Chiari A, Li X H, Xu Z, Pan H L, Eisenach J C
Pain Mechanisms Laboratory of the Department of Anesthesiology, Wake Forest University School of Medicine, Medical Center Boulevard, Winston Salem, NC 27157-1009, USA.
Neuroscience. 2000;101(1):189-96. doi: 10.1016/s0306-4522(00)00328-6.
Spinally released norepinephrine is thought to produce analgesia in part by stimulating alpha(2)-adrenergic receptors, which in turn leads to nitric oxide synthesis. Also, nitric oxide is known to react with norepinephrine in vivo in the brain to form 6-nitro-norepinephrine, which inhibits neuronal norepinephrine reuptake. In the present study, we tested the hypothesis that formation of 6-nitro-norepinephrine occurs in the spinal cord and that intrathecal administration of 6-nitro-norepinephrine produces analgesia by stimulating norepinephrine release. 6-Nitro-norepinephrine was present in rat spinal cord tissue and microdialysates of the dorsal horn and intrathecal space. Intrathecal norepinephrine injection increased 6-nitro-norepinephrine. 6-Nitro-norepinephrine also stimulated norepinephrine release in dorsal spinal cord in vitro. Intrathecal injection of 6-nitro-norepinephrine produced antinociception and interacted additively with norepinephrine for antinociception. Spinal noradrenergic nerve destruction increased antinociception from intrathecally injected norepinephrine, but decreased antinociception from 6-nitro-norepinephrine. These results suggest a functional interaction between spinal nitric oxide and norepinephrine in analgesia, mediated in part by formation of 6-nitro-norepinephrine. Stimulation of auto-inhibitory alpha(2)-adrenergic receptors at noradrenergic synapses decreases norepinephrine release. Paradoxically, alpha(2)-adrenergic agonist injection increases and alpha(2)-adrenergic antagonist injection decreases norepinephrine release in the spinal cord. 6-Nitro-norepinephrine may be an important regulator of spinal norepinephrine release and could explain the positive feedback on norepinephrine release after activation of spinal alpha(2)-adrenergic receptors.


_WHAT IS BEING ASKED:_ Could you report every line from the entries that includes the word "ACIDS"?

_DATA EXTRACTS:_

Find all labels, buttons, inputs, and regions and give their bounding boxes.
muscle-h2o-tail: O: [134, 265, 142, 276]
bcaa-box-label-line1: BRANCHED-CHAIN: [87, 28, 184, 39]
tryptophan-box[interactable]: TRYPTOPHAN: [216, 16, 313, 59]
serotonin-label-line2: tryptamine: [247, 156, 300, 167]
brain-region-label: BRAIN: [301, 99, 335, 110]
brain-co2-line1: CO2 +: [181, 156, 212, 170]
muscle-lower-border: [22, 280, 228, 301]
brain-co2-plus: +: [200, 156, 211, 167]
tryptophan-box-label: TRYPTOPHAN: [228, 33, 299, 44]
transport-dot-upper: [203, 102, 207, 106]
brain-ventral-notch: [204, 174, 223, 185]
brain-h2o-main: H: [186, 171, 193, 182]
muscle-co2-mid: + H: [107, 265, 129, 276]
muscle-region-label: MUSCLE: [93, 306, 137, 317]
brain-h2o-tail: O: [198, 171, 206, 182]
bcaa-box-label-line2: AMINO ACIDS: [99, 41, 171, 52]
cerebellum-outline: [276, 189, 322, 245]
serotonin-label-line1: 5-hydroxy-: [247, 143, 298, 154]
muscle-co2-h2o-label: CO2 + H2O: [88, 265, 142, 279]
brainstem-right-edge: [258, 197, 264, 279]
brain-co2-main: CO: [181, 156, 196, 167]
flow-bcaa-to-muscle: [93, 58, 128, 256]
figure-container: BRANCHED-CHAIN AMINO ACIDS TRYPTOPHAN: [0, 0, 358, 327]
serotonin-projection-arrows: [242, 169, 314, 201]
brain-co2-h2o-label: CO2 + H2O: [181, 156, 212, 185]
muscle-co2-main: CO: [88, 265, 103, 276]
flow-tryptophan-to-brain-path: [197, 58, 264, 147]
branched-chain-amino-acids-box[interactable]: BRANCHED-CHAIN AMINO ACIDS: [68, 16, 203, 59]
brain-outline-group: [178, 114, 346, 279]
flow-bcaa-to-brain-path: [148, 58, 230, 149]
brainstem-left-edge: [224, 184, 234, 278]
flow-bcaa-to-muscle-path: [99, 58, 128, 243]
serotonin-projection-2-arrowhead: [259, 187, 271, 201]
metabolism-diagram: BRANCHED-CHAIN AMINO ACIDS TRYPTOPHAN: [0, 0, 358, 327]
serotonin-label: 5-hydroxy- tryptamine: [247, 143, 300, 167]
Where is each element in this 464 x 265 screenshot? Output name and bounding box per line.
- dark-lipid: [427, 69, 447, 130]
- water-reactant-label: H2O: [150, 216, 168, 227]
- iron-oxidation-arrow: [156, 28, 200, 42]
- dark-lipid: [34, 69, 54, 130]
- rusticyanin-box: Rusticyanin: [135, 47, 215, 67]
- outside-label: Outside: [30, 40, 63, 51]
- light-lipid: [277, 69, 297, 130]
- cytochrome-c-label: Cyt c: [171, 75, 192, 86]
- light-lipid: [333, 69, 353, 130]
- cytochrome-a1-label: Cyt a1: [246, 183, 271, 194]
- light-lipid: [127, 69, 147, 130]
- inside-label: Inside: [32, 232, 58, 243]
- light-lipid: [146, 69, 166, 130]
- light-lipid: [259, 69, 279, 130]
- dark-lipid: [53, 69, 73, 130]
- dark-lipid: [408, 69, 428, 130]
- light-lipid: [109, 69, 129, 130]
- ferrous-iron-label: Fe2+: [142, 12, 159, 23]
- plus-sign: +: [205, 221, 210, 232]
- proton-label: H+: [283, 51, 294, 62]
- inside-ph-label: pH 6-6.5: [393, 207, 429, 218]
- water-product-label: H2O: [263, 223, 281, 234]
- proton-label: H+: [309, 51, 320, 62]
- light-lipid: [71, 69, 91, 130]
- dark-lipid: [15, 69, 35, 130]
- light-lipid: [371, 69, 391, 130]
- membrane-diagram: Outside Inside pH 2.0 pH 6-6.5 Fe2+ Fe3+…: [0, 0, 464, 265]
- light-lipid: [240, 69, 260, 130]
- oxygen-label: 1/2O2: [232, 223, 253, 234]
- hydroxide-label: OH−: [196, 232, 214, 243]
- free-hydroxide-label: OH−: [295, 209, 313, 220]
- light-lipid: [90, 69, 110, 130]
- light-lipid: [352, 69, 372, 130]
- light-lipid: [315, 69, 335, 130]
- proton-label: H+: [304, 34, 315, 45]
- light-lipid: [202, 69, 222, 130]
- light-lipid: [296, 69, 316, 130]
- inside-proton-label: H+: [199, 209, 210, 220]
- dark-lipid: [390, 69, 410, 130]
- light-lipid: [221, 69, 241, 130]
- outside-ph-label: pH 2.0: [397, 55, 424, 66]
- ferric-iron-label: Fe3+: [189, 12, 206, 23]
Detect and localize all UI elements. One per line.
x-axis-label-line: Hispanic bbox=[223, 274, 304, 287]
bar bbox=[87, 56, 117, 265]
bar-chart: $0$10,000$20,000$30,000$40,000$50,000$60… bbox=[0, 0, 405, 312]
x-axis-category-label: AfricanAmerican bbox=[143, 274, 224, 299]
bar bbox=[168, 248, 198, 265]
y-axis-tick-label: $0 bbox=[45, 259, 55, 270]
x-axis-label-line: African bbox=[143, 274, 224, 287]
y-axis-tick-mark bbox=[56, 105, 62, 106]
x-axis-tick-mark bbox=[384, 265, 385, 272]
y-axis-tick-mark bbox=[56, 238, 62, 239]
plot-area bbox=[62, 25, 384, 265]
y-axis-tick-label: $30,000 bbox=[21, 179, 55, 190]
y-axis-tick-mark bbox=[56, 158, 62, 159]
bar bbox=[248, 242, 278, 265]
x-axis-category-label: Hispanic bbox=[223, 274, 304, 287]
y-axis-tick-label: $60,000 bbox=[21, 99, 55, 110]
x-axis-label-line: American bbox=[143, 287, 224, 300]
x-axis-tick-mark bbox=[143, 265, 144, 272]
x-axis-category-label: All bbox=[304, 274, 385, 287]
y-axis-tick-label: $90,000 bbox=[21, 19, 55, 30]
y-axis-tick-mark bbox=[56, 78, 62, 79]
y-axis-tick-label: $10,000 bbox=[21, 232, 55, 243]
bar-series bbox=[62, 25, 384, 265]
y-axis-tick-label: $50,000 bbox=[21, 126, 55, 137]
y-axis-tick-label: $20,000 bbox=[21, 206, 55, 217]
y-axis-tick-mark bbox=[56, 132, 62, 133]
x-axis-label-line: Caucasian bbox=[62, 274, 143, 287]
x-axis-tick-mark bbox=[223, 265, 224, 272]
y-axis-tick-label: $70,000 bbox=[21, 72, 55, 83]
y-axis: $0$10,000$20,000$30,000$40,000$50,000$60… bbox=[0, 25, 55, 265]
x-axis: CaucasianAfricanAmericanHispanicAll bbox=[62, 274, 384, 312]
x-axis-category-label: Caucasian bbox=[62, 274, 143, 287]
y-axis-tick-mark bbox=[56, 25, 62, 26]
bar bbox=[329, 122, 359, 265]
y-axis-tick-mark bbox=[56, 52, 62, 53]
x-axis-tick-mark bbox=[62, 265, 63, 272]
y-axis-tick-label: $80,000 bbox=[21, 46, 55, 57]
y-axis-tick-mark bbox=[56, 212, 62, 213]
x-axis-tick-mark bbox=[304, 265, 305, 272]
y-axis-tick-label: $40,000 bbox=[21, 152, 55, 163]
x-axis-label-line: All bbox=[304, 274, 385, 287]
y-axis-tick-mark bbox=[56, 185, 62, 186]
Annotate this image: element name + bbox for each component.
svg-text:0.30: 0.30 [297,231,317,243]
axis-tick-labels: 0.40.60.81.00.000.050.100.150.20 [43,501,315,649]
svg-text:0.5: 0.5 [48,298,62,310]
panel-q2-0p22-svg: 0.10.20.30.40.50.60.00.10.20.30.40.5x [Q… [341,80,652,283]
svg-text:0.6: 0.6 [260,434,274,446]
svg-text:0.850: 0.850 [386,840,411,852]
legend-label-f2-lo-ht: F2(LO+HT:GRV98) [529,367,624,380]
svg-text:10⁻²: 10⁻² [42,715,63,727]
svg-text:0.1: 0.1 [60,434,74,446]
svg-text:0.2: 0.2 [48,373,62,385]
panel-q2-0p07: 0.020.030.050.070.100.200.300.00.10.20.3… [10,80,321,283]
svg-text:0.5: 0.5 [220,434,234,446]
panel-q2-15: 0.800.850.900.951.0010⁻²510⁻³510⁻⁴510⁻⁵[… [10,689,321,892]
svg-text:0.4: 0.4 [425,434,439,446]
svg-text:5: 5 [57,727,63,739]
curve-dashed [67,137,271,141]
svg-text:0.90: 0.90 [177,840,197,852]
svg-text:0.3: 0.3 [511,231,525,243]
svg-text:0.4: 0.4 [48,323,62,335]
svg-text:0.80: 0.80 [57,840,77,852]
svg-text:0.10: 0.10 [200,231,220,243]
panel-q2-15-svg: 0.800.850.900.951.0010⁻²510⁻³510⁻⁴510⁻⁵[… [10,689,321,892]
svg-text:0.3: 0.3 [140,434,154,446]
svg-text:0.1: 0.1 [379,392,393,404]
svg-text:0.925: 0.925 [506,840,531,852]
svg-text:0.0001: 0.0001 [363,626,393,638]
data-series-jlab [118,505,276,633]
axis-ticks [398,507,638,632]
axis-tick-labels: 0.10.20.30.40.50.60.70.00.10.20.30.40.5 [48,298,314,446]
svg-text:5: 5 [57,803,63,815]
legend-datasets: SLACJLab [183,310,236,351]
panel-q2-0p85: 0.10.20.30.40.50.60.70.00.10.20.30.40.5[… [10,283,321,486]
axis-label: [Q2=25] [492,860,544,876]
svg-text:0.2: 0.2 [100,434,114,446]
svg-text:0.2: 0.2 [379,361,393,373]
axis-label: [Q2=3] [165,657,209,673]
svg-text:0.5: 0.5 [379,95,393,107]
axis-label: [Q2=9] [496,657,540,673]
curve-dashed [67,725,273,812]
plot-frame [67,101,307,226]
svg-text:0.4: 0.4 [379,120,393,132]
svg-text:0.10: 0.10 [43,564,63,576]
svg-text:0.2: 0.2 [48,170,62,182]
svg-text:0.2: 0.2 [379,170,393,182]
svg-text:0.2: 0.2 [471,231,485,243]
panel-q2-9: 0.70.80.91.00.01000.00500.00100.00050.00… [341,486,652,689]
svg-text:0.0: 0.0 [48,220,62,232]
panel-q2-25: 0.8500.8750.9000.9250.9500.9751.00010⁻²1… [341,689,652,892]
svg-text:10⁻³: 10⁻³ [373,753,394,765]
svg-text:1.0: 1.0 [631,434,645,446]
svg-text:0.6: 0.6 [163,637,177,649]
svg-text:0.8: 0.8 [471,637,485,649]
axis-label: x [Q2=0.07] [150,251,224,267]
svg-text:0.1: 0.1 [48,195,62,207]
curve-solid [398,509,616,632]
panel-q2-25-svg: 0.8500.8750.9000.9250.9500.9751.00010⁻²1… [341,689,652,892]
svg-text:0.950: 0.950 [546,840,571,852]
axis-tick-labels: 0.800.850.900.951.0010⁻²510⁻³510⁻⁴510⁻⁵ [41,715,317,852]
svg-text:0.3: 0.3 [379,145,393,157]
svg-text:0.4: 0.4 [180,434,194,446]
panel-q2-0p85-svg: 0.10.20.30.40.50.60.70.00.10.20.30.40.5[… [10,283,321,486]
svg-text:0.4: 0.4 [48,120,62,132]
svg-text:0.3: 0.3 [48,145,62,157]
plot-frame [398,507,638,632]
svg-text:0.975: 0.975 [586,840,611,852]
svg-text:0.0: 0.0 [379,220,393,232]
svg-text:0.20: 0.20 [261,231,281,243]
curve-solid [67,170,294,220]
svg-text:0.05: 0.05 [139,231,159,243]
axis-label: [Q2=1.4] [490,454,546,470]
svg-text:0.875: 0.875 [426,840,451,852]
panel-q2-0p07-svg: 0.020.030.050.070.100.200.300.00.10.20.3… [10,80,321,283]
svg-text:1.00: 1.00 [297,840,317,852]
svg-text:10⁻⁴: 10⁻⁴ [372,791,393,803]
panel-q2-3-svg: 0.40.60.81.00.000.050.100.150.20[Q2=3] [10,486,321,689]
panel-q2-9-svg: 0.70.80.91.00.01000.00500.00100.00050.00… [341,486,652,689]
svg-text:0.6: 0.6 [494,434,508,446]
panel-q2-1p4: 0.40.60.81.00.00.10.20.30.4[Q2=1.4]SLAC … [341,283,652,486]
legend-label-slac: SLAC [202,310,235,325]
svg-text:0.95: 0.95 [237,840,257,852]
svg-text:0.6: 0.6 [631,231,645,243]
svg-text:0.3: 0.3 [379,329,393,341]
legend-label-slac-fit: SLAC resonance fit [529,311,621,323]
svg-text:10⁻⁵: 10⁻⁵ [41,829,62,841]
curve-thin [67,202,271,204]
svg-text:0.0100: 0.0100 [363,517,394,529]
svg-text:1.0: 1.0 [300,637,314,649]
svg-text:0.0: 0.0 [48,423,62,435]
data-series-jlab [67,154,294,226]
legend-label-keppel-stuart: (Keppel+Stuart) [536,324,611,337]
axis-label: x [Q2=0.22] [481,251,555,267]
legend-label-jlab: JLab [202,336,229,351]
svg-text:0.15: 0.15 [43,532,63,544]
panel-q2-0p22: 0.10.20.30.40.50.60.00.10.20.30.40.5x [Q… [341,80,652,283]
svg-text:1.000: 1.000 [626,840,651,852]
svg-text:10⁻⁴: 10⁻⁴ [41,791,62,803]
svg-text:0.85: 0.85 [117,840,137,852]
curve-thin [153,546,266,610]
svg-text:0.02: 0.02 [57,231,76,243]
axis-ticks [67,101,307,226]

_FINAL ANSWER:_
bcaa-box-label-line2: AMINO ACIDS: [99, 41, 171, 52]
figure-container: BRANCHED-CHAIN AMINO ACIDS TRYPTOPHAN: [0, 0, 358, 327]
branched-chain-amino-acids-box[interactable]: BRANCHED-CHAIN AMINO ACIDS: [68, 16, 203, 59]
metabolism-diagram: BRANCHED-CHAIN AMINO ACIDS TRYPTOPHAN: [0, 0, 358, 327]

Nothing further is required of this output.